About this detail of the Tiger
The main gun of the Tiger was held in a box-like steel cradle. This item is missing from the Hachette kit. In this blogger's photo the area to left of center, with the three large white tubes, is where the cradle should be.
The cradle was bolted to the back of the mantlet. This overall plan of the turret shows the it. The gun could slide backwards through this cradle to absorb recoil forces. The cylinders on each side of the gun tube were the hydraulic recuperator and its fluid reservoir.
A useful diagram is posted at one35th.com showing the cradle in perspective.
This badly-scanned German diagram shows the cradle from above. It has a box shape. The front and rear consist of flat steel plates, 25mm thick, with holes for the gun and the other 2 cylinders.

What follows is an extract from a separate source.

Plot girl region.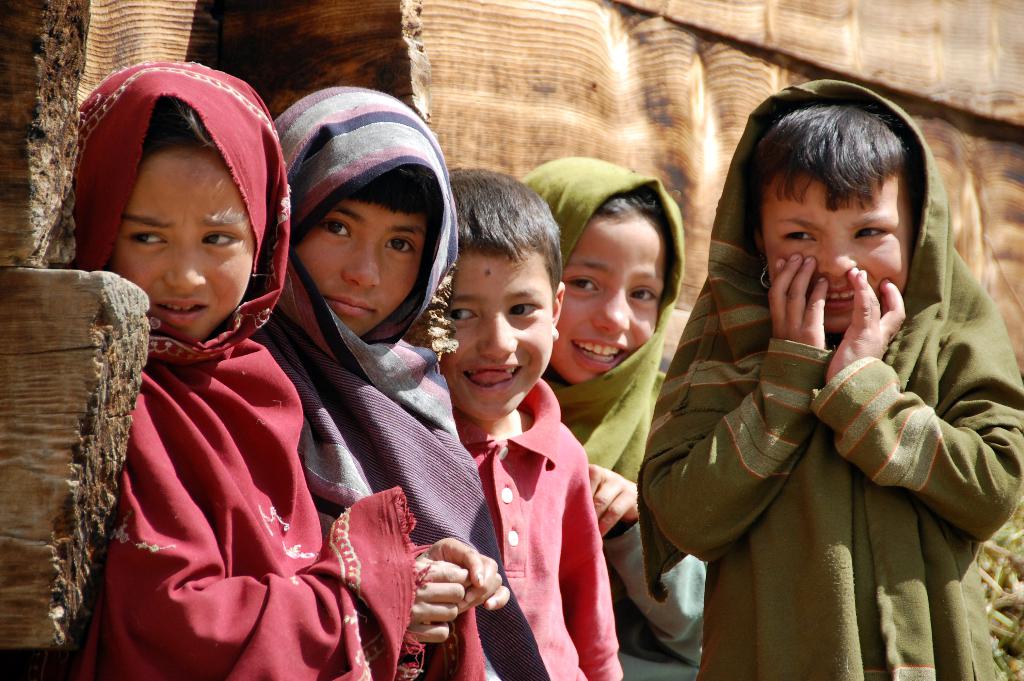
Plotted at locate(641, 76, 1023, 680).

This is the bottom of the cradle, looking forward. At the bottom of the photo you can see the same 4 large bolts from the diagram. The body of the cradle was formed by a large sleeve (280mm diameter) that surrounded the movable gun barrel, and four thin steel plates that added strength to the structure. The bottom surface consists of the plates combined with the sleeve; refer to the diagram.

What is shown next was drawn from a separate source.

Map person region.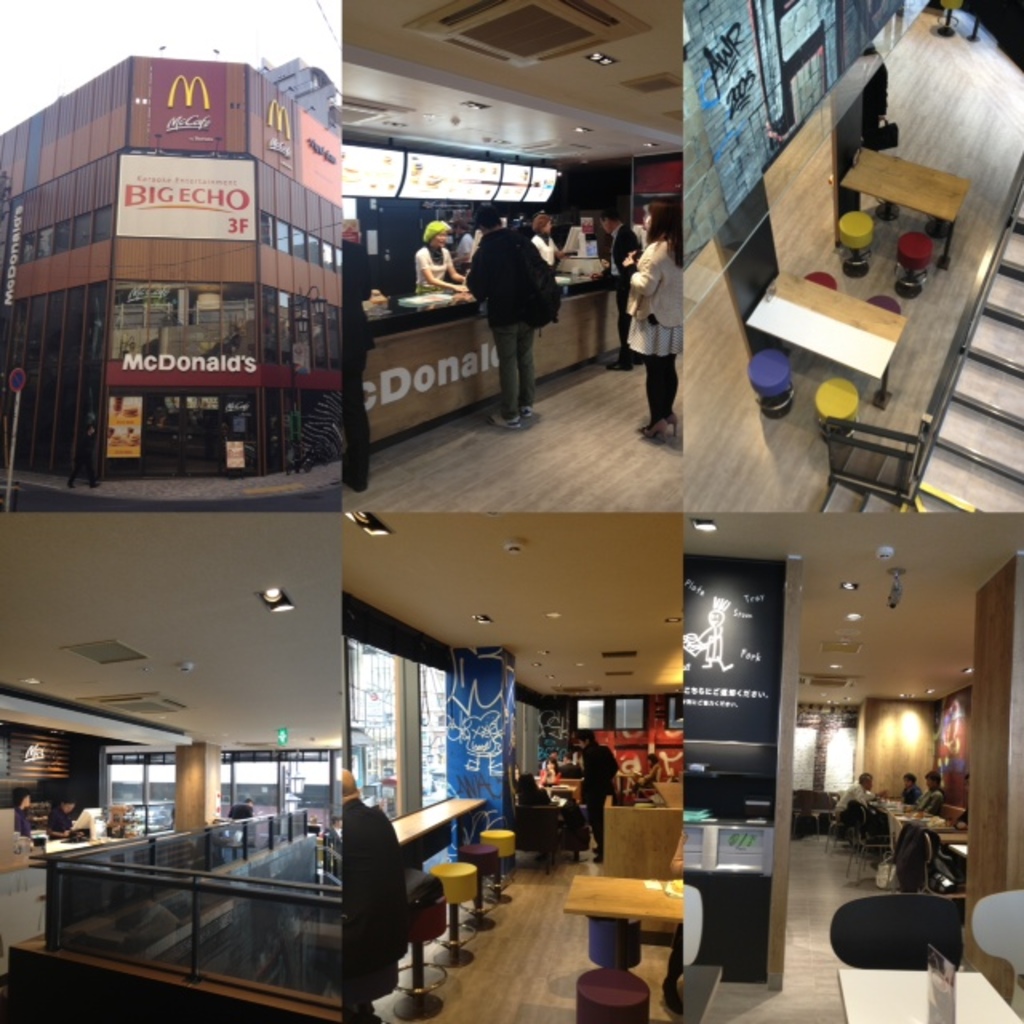
Mapped to 336/766/398/1022.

The overall structure is easier to see in this photo. Again, we can see the front wall, and relate it to the diagram.
On top of the cradle, there were 3 welded bases, 2 vertical fins and 2 long slots; see the German diagram above. These were all leftovers from earlier versions of the Tiger, when sealing equipment was installed there for underwater travel. They remained there because nobody took the time to erase them from the various factory drawings.
In the Hachette Tiger Tank, the front and rear walls of the cradle are misshapen; the top and bottom surfaces, and the gun sleeve, are missing. Refer to this blog photo. You could improve accuracy by building these parts.